Likely benefits vs burdens50% / 50%
Likely helpedFederal agencies

These are examples from the analysis, not a ranked list of the most-affected groups.

Likely helped
  • Potential benefitCould increase participation and access to meals for eligible children and adults.
  • Potential benefitMay improve child health outcomes through higher-quality meals and nutrition education.
  • Potential benefitPotentially reduces operating costs for childcare providers and families receiving additional reimbursements.
Likely burdened
  • Federal agenciesImplementing urged changes could increase federal and state program costs.
  • Potential burdenReduced administrative burdens might weaken oversight and increase fraud or improper payments.
  • Potential burdenExtending annual eligibility to for-profit centers could shift limited resources away from non-profit providers.
03 · Why people split

Why the argument around this bill splits.

Liberals focus on equity, nutrition, and expanding benefits for vulnerable populations.
Progressive90%

Likely broadly supportive.

The resolution recognizes a nutrition program serving low-income children and adults and urges expansions that align with progressive priorities on equity and care economy support.

Some specifics (for-profit annual eligibility) may prompt calls for accountability and adequate public funding.

Leans supportive
Centrist75%

Generally favorable but cautious.

Appreciates symbolic recognition and targeted fixes like reducing paperwork and factoring food inflation.

Wants cost estimates, implementation details, and safeguards to avoid unintended consequences or fiscal surprises.

Leans supportive
Conservative35%

Mixed to skeptical.

Supportive of recognizing nutrition importance and possibly reducing administrative burden, but wary of expanding eligibility, added reimbursements, and increasing federal program scope or costs.

The for-profit eligibility and lower thresholds raise concerns about federal overreach and fiscal impact.

Likely resistant
04 · Can it pass?

The path through Congress.

Introduced

Reached or meaningfully advanced

Committee

Reached or meaningfully advanced

Floor

Still ahead

President

Still ahead

Law

Still ahead

Passage likelihood0/100

As a House simple resolution expressing support, it does not create binding law and thus has effectively no chance of becoming statute.

Scope and complexity
24%
Scopenarrow
24%
Complexitylow
Why this could stall
  • Whether House leadership schedules floor consideration
  • Potential for amendments to add binding provisions
05 · Recent votes

Recent votes on the bill.

No vote history yet

The bill has not accumulated any surfaced votes yet.

06 · Go deeper

Go deeper than the headline read.

Included on this page

Liberals focus on equity, nutrition, and expanding benefits for vulnerable populations.
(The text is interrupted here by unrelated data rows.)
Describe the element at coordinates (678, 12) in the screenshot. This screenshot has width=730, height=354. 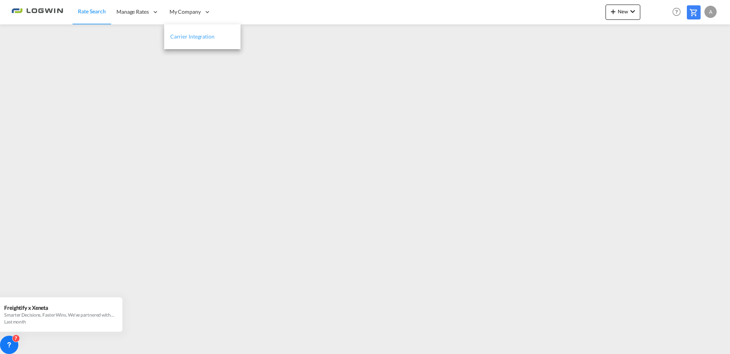
I see `div: Help` at that location.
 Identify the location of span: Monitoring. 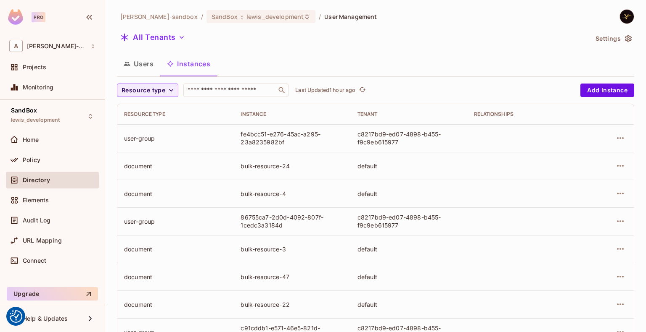
(38, 87).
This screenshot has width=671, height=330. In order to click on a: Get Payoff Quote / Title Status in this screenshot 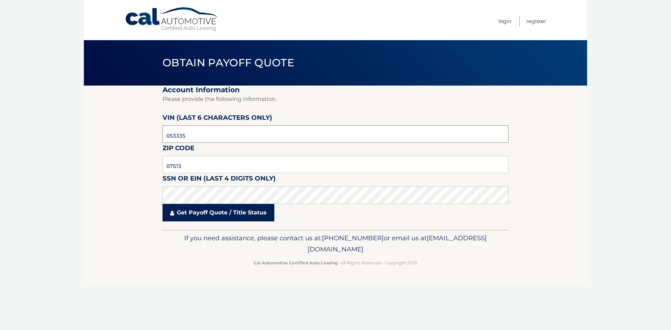, I will do `click(218, 213)`.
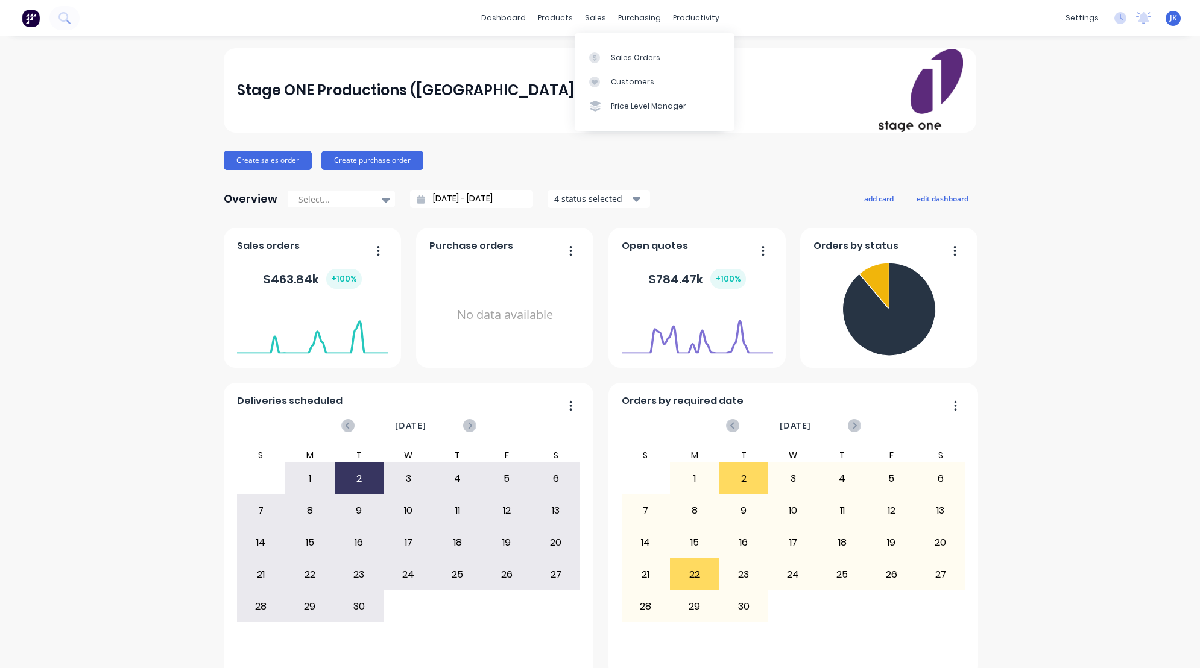  What do you see at coordinates (555, 18) in the screenshot?
I see `div: products` at bounding box center [555, 18].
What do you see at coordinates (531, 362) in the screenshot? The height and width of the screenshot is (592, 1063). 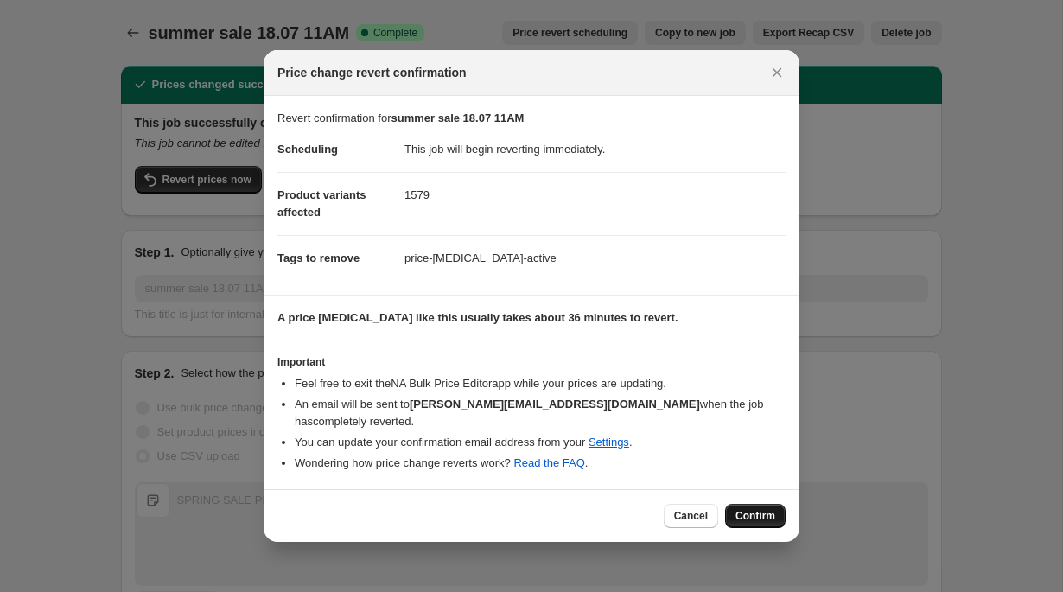 I see `h3: Important` at bounding box center [531, 362].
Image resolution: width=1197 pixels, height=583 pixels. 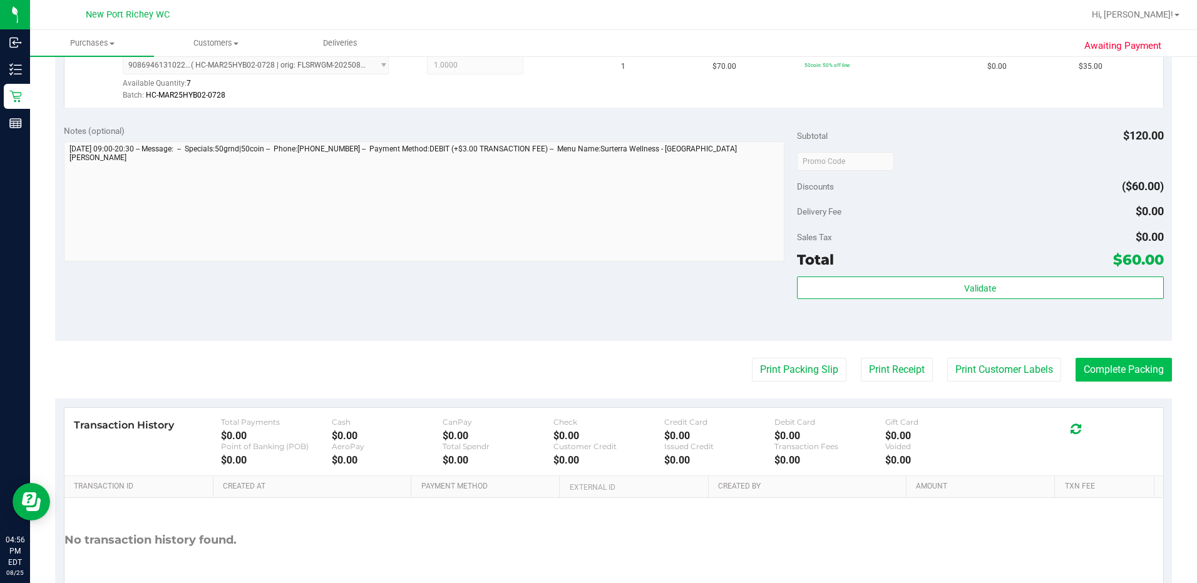 What do you see at coordinates (812, 136) in the screenshot?
I see `span: Subtotal` at bounding box center [812, 136].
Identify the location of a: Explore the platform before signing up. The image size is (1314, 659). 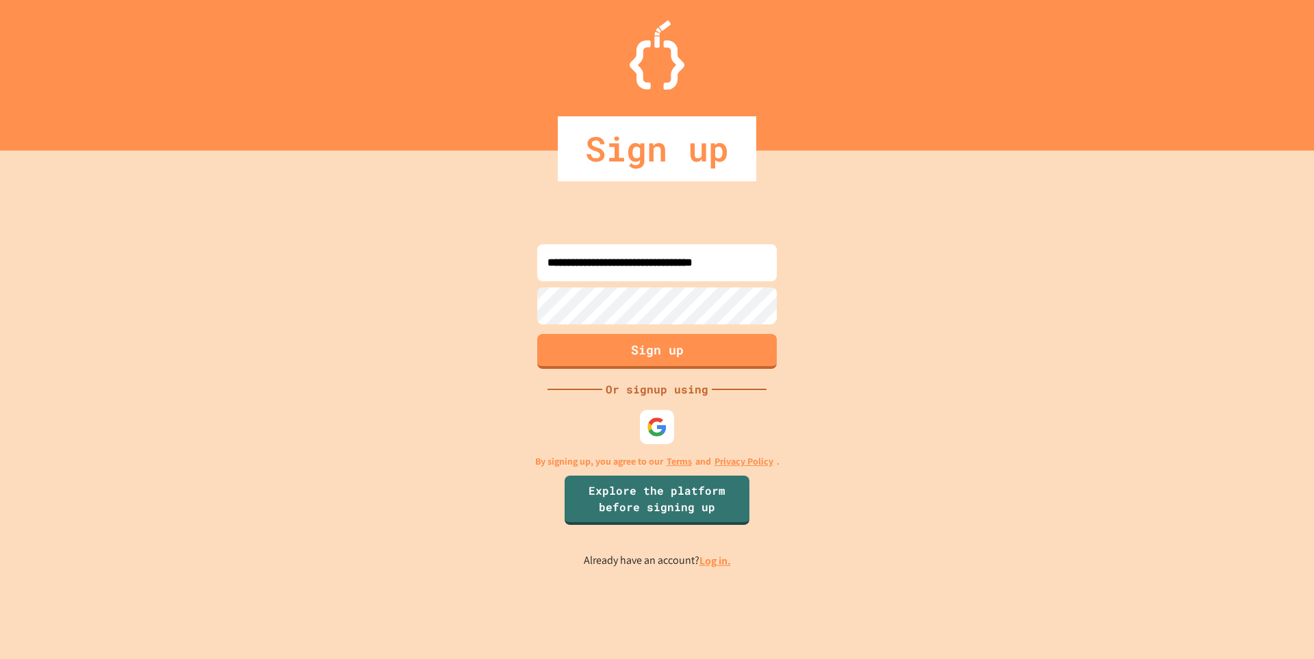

As a House simple resolution expressing support, it does not create binding law and thus has effectively no chance of becoming statute.

Unlocked analysis

Relative to its intended legislative type, this bill functions primarily as a commemorative resolution that documents program benefits, proclaims support for a designated awareness week, and voices policy preferences. I…

Go beyond the headline summary with full stakeholder mapping, legislative design analysis, passage barriers, and lens-by-lens tradeoff breakdowns.